The two artists decided to paint patriotic pictures and offer them free to the Department of Defense for fundraising and enlistment campaigns. They worked hard developing their preliminary drawings; Rockwell decided to illustrate Franklin Roosevelt’s “Four Freedoms” while Schaeffer chose a series of military themes. When they finished mapping out their ideas, the two took the long train ride from their studios in Vermont to the U.S. Office of War Information in Washington, D.C. The illustrators excitedly showed their proposals but met a frosty reception.

The Assistant Director of the Office was Archibald MacLeish, a famed poet, future Pulitzer Prize–winning playwright, and proud intellectual who didn’t think much of illustration. Rockwell recalled being told, “The last war you illustrators did the posters. This war we’re going to use fine arts men, real artists.” MacLeish thought the military should use artists such as Salvador Dalí, Marc Chagall, and Stuart Davis to inspire the American public.

Melted clocks in a surreal landscape
The art of Salvador Dalí was more what MacLeish had in mind for supporting the war effort. (The Persistence of Memory by Salvador Dalí, Museum of Modern Art)

The Pentagon was not totally unsympathetic to Rockwell and Schaeffer. According to Rockwell’s autobiography, it offered them a consolation prize: “If you want to make a contribution to the war effort, you can do…pen-and-ink drawings for the Marine Corps calisthenics manual.”

Stung, the two illustrators took the long, depressing train ride home to Vermont. Schaeffer’s family recalls that when Schaeffer’s wife learned of the rejection, she spoke up: “To heck with the Army, why don’t you offer your pictures to the Post instead?”

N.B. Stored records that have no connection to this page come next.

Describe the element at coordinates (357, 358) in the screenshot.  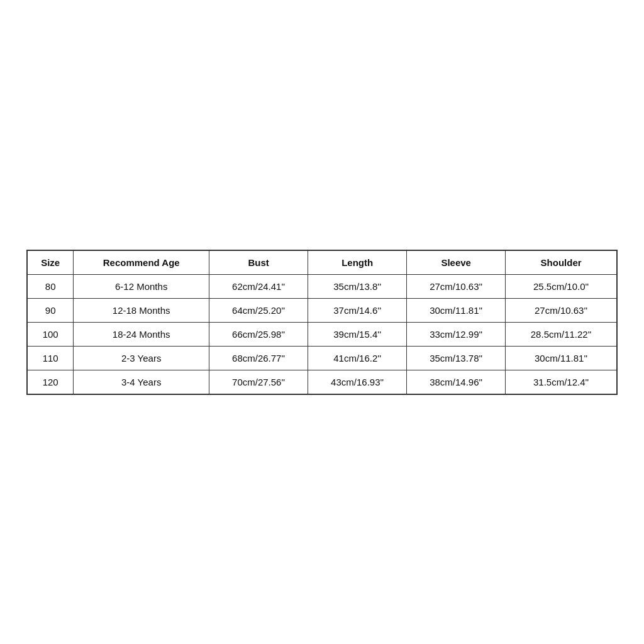
I see `length-cell: 41cm/16.2''` at that location.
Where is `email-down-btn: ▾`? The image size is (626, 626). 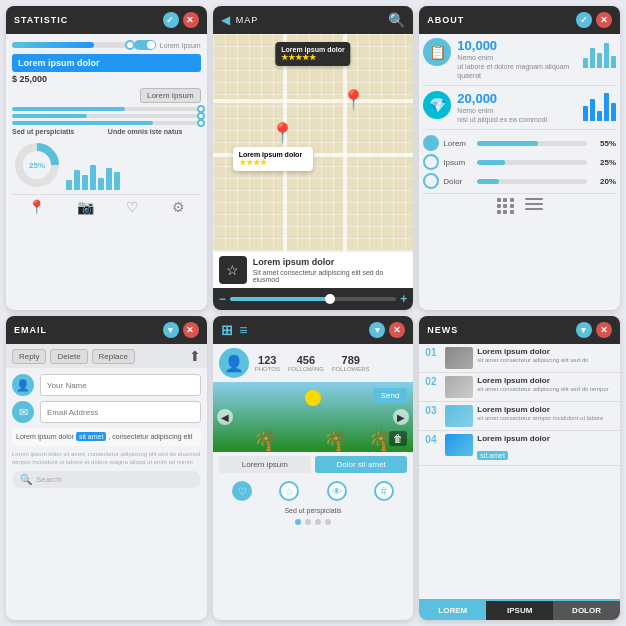
email-down-btn: ▾ is located at coordinates (171, 330).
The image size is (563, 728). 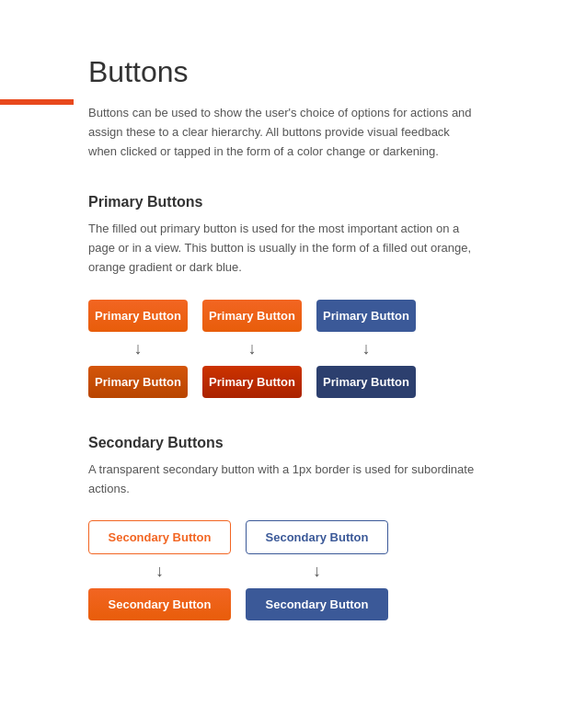 What do you see at coordinates (316, 537) in the screenshot?
I see `secondary-button-outline-blue: Secondary Button` at bounding box center [316, 537].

The illustrators turned around and took the train back down to the Post’s offices in Philadelphia. There, editors reviewed the preliminary drawings and agreed to run Rockwell’s paintings as internal illustrations, followed by Schaeffer’s paintings in later issues.

An American soldier standing at attention next to a cannon at night. The word "Christmas" is displayed next to him; the North Star is shining above
One of Mead Schaeffer’s patriotic covers for the Post.

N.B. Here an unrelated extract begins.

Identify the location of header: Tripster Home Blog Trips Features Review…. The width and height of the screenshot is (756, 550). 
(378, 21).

Rockwell’s Four Freedoms quickly became a national phenomenon. The Post received 60,000 letters about them. As editor Ben Hibbs later wrote:

The results astonished us all. … Requests to reprint flooded in from other publications. Various government agencies and private organizations made millions of reprints and distributed them not only in this country but all over the world. [Rockwell’s] four pictures quickly became the best known and most appreciated paintings of that era. They appeared right at a time when the war was going against us on the battle fronts, and the American people needed the inspirational message which they conveyed so forcefully and so beautifully.

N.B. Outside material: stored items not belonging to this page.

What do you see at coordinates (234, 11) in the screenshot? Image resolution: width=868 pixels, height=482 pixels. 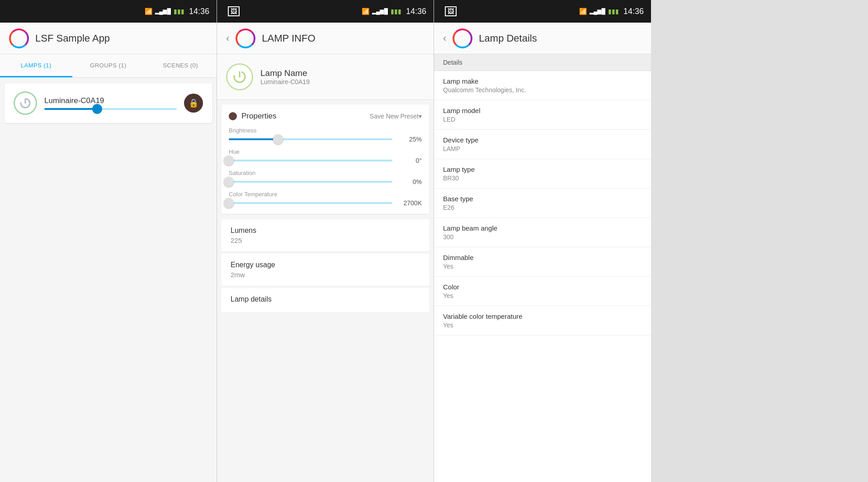 I see `image-icon: 🖼` at bounding box center [234, 11].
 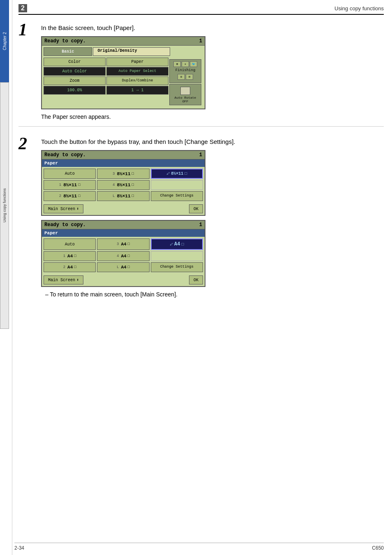 I want to click on screen-header-1: Ready to copy. 1, so click(x=123, y=41).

Norman Rockwell's Four Freedoms arranged in a collage. In the top-left, a man is standing to speak in a crowded room; in the top-right, worshippers pray in a church; in the bottom-left, a boy is tucked into bed by his parents, his father is holding a newspaper; in the bottom-right, grandparents serve turkey to their family.
Rockwell’s Four Freedoms, clockwise from upper left: freedom of speech, freedom of worship, freedom from want and freedom from fear.

It began to occur to government officials that they might have made a mistake rejecting the paintings. Belatedly, they tried to jump on the bandwagon. With Rockwell’s permission, the Treasury Department took the Four Freedoms on a tour of the nation as the centerpiece of a Post art show to sell war bonds. The paintings were viewed by 1,222,000 people in 16 cities and were instrumental in selling $132,992,539 worth of bonds.

The illustrations proved far more effective than anything else the government had planned. The Pentagon even sent a film crew to Vermont to stage a documentary about the illustrations, implying (falsely) that Rockwell and Schaeffer had been working at the behest of the government all along.

As for MacLeish, he did not last long in his job. Rarely has a misguided act of cultural arrogance been so promptly, resoundingly, and satisfyingly refuted.